For 60 years, the Charlottesville-Albemarle Airport (CHO) in Virginia has proven small but mighty. Its terminal takes up just an acre and a half with 50 flights that take off and arrive daily from a single runway. For comparison, the Hartsfield-Jackson International Airport in Atlanta, located an eight-hour drive south, has a terminal complex of over 156 acres with 2,700 flights daily.
Its diminutive size, however, conceals staggering growth. In 2018, CHO served 696,512 passengers, a 10 percent increase from the previous year. Even more impressive: that number has increased by 97 percent over the past decade. With such rapid growth in so little space, the airport struggled to continue delivering the amenities—food, bathrooms, and most importantly safety—expected of much larger airports. Doorway security checks at peak hours were a particular challenge as arriving customers jammed the exit lanes, overwhelming existing infrastructure.
We used to have revolving doors that dated back to 1995. We needed newer technology that would increase passenger throughput.
Melinda Crawford, Executive Director, CHO
In response, the airport spent years expanding and updating its capacities. In 2014, the airport undertook a major upgrade to keep pace that cost over $13 million. In 2012, it completed an 800-foot runway expansion. Upgrades have also included new and improved restrooms, a new restaurant and bar, a new retail store, and additional parking.
One of the trickiest, and most important, challenges the airport had to deliver on, however, was getting the growing numbers of passengers through exit and entryways without compromising on security.
Moving people efficiently through space is important in any building but those complications spiral in an airport where passengers must move from landside (the area of an airport open to the public) to airside, the tightly regulated spaces that include runways and areas where planes taxi and load. Traditionally, the airport had security guards watching all revolving doors to prevent unauthorized entry in either direction. As airport traffic surged, however, the capacity of individual human guards to keep the airport safe and efficient faltered.
In 2016, the airport came up with a solution: the Exit Lane Breach Control. This method involves half-height or full-height double doors that automatically open or close, based on a programmed flow or interlock mode, with the flow of passengers. Advanced sensors can monitor people passing through the wrong side, suspicious activity, or unattended objects. When necessary, an alarm will alert security staff— all without the need for a single guard.
It’s just one example of how new technology can help air travel fly seamlessly into the future—and prove that size doesn’t matter.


**Action item**
Below are records; copy every line among them that contains the word "Objects".

**Excerpted records**

_ _ _

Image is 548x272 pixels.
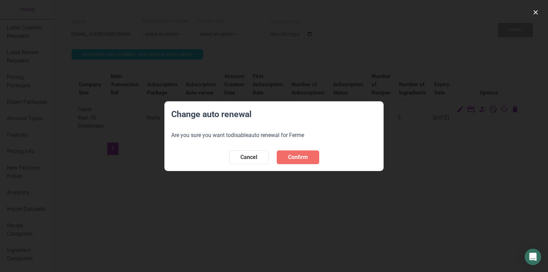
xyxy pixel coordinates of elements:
h3: Change auto renewal [171,108,377,131]
div: Open Intercom Messenger [525,248,542,265]
span: Confirm [288,153,308,161]
p: Are you sure you want to auto renewal for Ferme [171,131,377,139]
b: disable [231,132,249,138]
button: Confirm [277,150,319,164]
button: Cancel [229,150,269,164]
span: Cancel [241,153,257,161]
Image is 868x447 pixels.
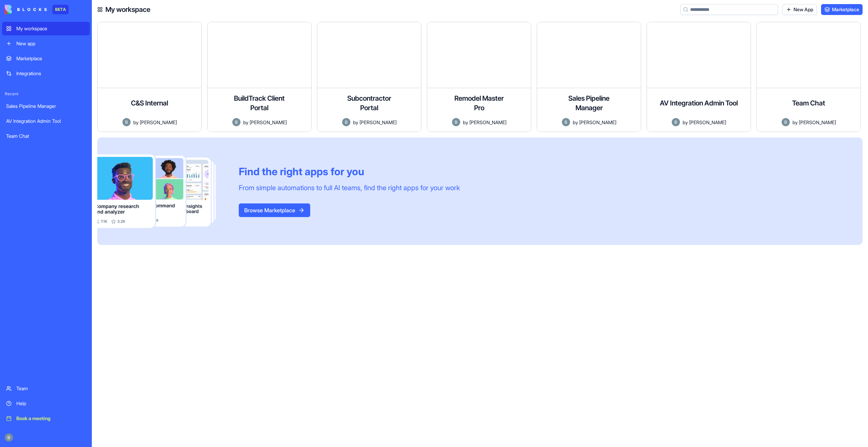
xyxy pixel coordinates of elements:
[105,5,150,14] h4: My workspace
[573,119,578,126] span: by
[232,118,241,126] img: Avatar
[821,4,863,15] a: Marketplace
[239,203,310,217] button: Browse Marketplace
[683,119,688,126] span: by
[562,118,570,126] img: Avatar
[2,99,90,113] a: Sales Pipeline Manager
[2,381,90,395] a: Team
[360,119,396,126] span: [PERSON_NAME]
[16,415,85,422] div: Book a meeting
[317,22,422,132] a: Subcontractor PortalAvatarby[PERSON_NAME]
[2,52,90,66] a: Marketplace
[16,55,85,62] div: Marketplace
[756,22,861,132] a: Team ChatAvatarby[PERSON_NAME]
[672,118,680,126] img: Avatar
[239,207,310,214] a: Browse Marketplace
[134,119,138,126] span: by
[469,119,506,126] span: [PERSON_NAME]
[250,119,287,126] span: [PERSON_NAME]
[427,22,531,132] a: Remodel Master ProAvatarby[PERSON_NAME]
[239,165,460,177] div: Find the right apps for you
[2,129,90,143] a: Team Chat
[537,22,641,132] a: Sales Pipeline ManagerAvatarby[PERSON_NAME]
[16,25,85,32] div: My workspace
[6,118,85,125] div: AV Integration Admin Tool
[239,183,460,193] div: From simple automations to full AI teams, find the right apps for your work
[562,93,616,113] h4: Sales Pipeline Manager
[647,22,751,132] a: AV Integration Admin ToolAvatarby[PERSON_NAME]
[781,118,790,126] img: Avatar
[97,22,202,132] a: C&S InternalAvatarby[PERSON_NAME]
[792,98,825,108] h4: Team Chat
[16,385,85,392] div: Team
[579,119,616,126] span: [PERSON_NAME]
[342,118,350,126] img: Avatar
[799,119,836,126] span: [PERSON_NAME]
[16,400,85,407] div: Help
[452,118,460,126] img: Avatar
[342,93,396,113] h4: Subcontractor Portal
[6,103,85,109] div: Sales Pipeline Manager
[2,91,90,97] span: Recent
[140,119,177,126] span: [PERSON_NAME]
[232,93,287,113] h4: BuildTrack Client Portal
[2,114,90,128] a: AV Integration Admin Tool
[782,4,817,15] a: New App
[660,98,737,108] h4: AV Integration Admin Tool
[6,133,85,140] div: Team Chat
[463,119,468,126] span: by
[123,118,131,126] img: Avatar
[689,119,726,126] span: [PERSON_NAME]
[2,22,90,35] a: My workspace
[353,119,358,126] span: by
[2,396,90,410] a: Help
[52,5,69,14] div: BETA
[452,93,506,113] h4: Remodel Master Pro
[792,119,798,126] span: by
[2,37,90,51] a: New app
[2,412,90,425] a: Book a meeting
[207,22,312,132] a: BuildTrack Client PortalAvatarby[PERSON_NAME]
[131,98,168,108] h4: C&S Internal
[5,5,47,14] img: logo
[16,40,85,47] div: New app
[243,119,248,126] span: by
[5,433,13,442] img: ACg8ocIug40qN1SCXJiinWdltW7QsPxROn8ZAVDlgOtPD8eQfXIZmw=s96-c
[16,70,85,77] div: Integrations
[5,5,69,14] a: BETA
[2,67,90,80] a: Integrations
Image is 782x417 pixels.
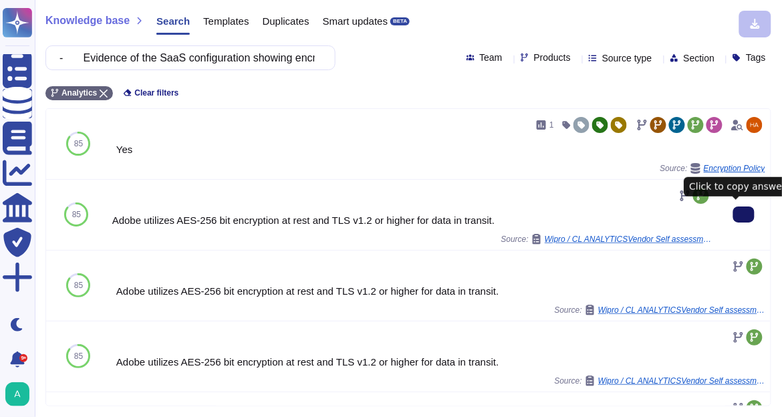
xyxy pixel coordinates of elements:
span: Wipro / CL ANALYTICSVendor Self assessment and declaration Architecture Review checklist ver 1.7.... [598,377,766,385]
span: Source: [502,234,712,245]
span: Encryption Policy [704,164,766,173]
span: Clear filters [134,89,179,97]
div: Adobe utilizes AES-256 bit encryption at rest and TLS v1.2 or higher for data in transit. [116,357,766,367]
span: Team [480,53,503,62]
div: BETA [391,17,410,25]
span: Smart updates [323,16,389,26]
span: 1 [550,121,554,129]
span: Knowledge base [45,15,130,26]
span: Source: [555,376,766,387]
span: Source type [602,53,653,63]
div: Adobe utilizes AES-256 bit encryption at rest and TLS v1.2 or higher for data in transit. [112,215,712,225]
span: Templates [203,16,249,26]
div: Yes [116,144,766,154]
span: Source: [661,163,766,174]
img: user [5,382,29,407]
div: Adobe utilizes AES-256 bit encryption at rest and TLS v1.2 or higher for data in transit. [116,286,766,296]
span: Source: [555,305,766,316]
input: Search a question or template... [53,46,322,70]
span: 85 [74,140,83,148]
span: Analytics [62,89,97,97]
span: Duplicates [263,16,310,26]
span: 85 [74,282,83,290]
span: 85 [74,352,83,360]
span: Tags [746,53,766,62]
span: 85 [72,211,81,219]
button: user [3,380,39,409]
div: 9+ [19,354,27,362]
span: Wipro / CL ANALYTICSVendor Self assessment and declaration Architecture Review checklist ver 1.7.... [545,235,712,243]
img: user [747,117,763,133]
span: Section [684,53,716,63]
span: Wipro / CL ANALYTICSVendor Self assessment and declaration Architecture Review checklist ver 1.7.... [598,306,766,314]
span: Search [156,16,190,26]
span: Products [534,53,571,62]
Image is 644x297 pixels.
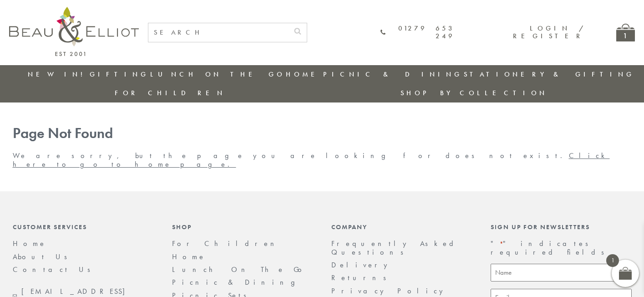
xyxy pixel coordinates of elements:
[172,239,281,248] a: For Children
[13,239,47,248] a: Home
[490,264,632,281] input: Name
[332,273,392,282] a: Returns
[150,70,285,79] a: Lunch On The Go
[490,223,632,230] div: Sign up for newsletters
[13,223,154,230] div: Customer Services
[90,70,149,79] a: Gifting
[9,7,139,56] img: logo
[286,70,322,79] a: Home
[13,252,73,262] a: About Us
[172,264,307,274] a: Lunch On The Go
[464,70,634,79] a: Stationery & Gifting
[323,70,462,79] a: Picnic & Dining
[606,254,619,267] span: 1
[172,277,304,287] a: Picnic & Dining
[13,125,632,142] h1: Page Not Found
[490,240,632,257] p: " " indicates required fields
[13,264,96,274] a: Contact Us
[332,286,448,295] a: Privacy Policy
[114,88,226,98] a: For Children
[27,70,89,79] a: New in!
[380,25,454,40] a: 01279 653 249
[13,151,610,168] a: Click here to go to home page.
[3,125,641,168] div: We are sorry, but the page you are looking for does not exist.
[332,260,392,269] a: Delivery
[332,223,472,230] div: Company
[172,223,313,230] div: Shop
[616,24,635,42] a: 1
[332,239,459,257] a: Frequently Asked Questions
[401,88,548,98] a: Shop by collection
[172,252,206,262] a: Home
[148,23,288,42] input: SEARCH
[513,24,585,40] a: Login / Register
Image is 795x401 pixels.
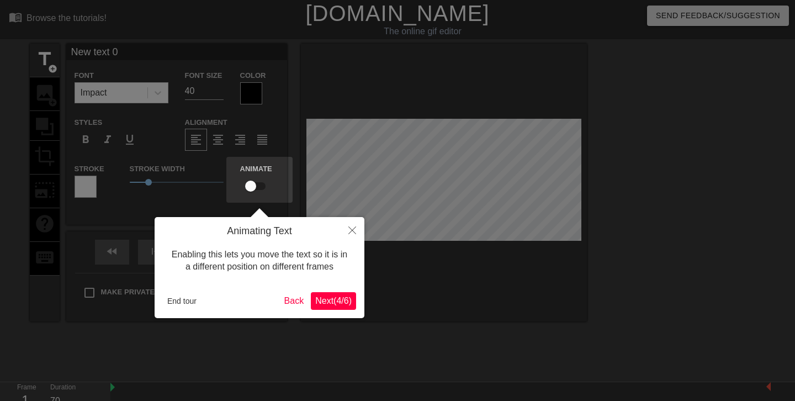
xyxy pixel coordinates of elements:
button: Close [340,217,364,242]
button: End tour [163,293,201,309]
span: Next ( 4 / 6 ) [315,296,352,305]
h4: Animating Text [163,225,356,237]
button: Back [280,292,309,310]
button: Next [311,292,356,310]
div: Enabling this lets you move the text so it is in a different position on different frames [163,237,356,284]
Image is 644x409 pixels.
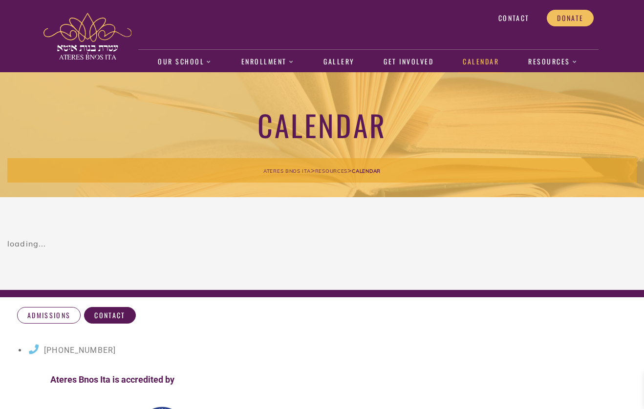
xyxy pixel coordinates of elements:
[27,311,70,320] span: Admissions
[17,307,81,324] a: Admissions
[7,106,636,143] h1: Calendar
[84,307,135,324] a: Contact
[236,51,299,73] a: Enrollment
[318,51,360,73] a: Gallery
[20,375,205,385] h4: Ateres Bnos Ita is accredited by
[7,236,636,251] div: loading...
[523,51,583,73] a: Resources
[315,166,347,175] a: Resources
[458,51,504,73] a: Calendar
[547,10,593,26] a: Donate
[498,14,529,22] span: Contact
[153,51,217,73] a: Our School
[263,166,311,175] a: Ateres Bnos Ita
[488,10,539,26] a: Contact
[94,311,125,320] span: Contact
[315,168,347,174] span: Resources
[27,346,116,355] a: [PHONE_NUMBER]
[263,168,311,174] span: Ateres Bnos Ita
[379,51,439,73] a: Get Involved
[7,158,636,183] div: > >
[43,13,131,60] img: ateres
[44,346,116,355] span: [PHONE_NUMBER]
[352,168,381,174] span: Calendar
[557,14,583,22] span: Donate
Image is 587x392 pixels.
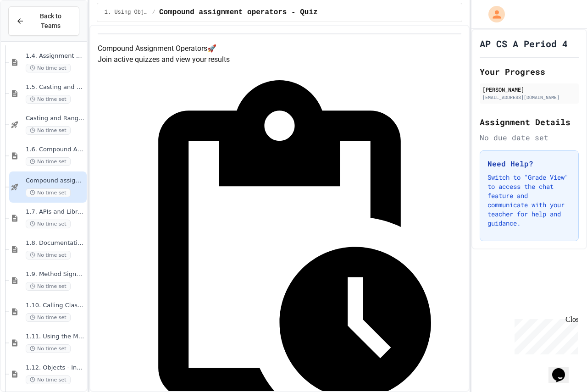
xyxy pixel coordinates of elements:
[9,6,79,36] button: Back to Teams
[26,64,71,72] span: No time set
[26,219,71,228] span: No time set
[479,115,579,128] h2: Assignment Details
[483,94,576,101] div: [EMAIL_ADDRESS][DOMAIN_NAME]
[26,344,71,352] span: No time set
[26,375,71,384] span: No time set
[26,188,71,197] span: No time set
[26,270,85,279] span: 1.9. Method Signatures
[26,95,71,103] span: No time set
[26,302,85,309] span: 1.10. Calling Class Methods
[26,282,71,291] span: No time set
[26,239,85,247] span: 1.8. Documentation with Comments and Preconditions
[26,145,85,154] span: 1.6. Compound Assignment Operators
[105,9,149,16] span: 1. Using Objects and Methods
[26,114,85,122] span: Casting and Ranges of variables - Quiz
[488,173,572,228] p: Switch to "Grade View" to access the chat feature and communicate with your teacher for help and ...
[98,43,461,54] h4: Compound Assignment Operators 🚀
[479,3,507,25] div: My Account
[26,177,85,185] span: Compound assignment operators - Quiz
[26,83,85,91] span: 1.5. Casting and Ranges of Values
[479,65,579,78] h2: Your Progress
[479,37,568,50] h1: AP CS A Period 4
[30,11,71,31] span: Back to Teams
[98,54,461,65] p: Join active quizzes and view your results
[488,158,572,169] h3: Need Help?
[26,208,85,216] span: 1.7. APIs and Libraries
[479,132,579,143] div: No due date set
[483,85,576,94] div: [PERSON_NAME]
[26,126,71,135] span: No time set
[26,52,85,60] span: 1.4. Assignment and Input
[3,3,64,58] div: Chat with us now!Close
[26,251,71,260] span: No time set
[26,364,85,371] span: 1.12. Objects - Instances of Classes
[511,315,578,354] iframe: chat widget
[26,313,71,322] span: No time set
[26,157,71,166] span: No time set
[548,355,578,383] iframe: chat widget
[159,7,318,18] span: Compound assignment operators - Quiz
[152,9,156,16] span: /
[26,333,85,340] span: 1.11. Using the Math Class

_ _ _

**Answer section**
[105,9,149,16] span: 1. Using Objects and Methods
[26,364,85,371] span: 1.12. Objects - Instances of Classes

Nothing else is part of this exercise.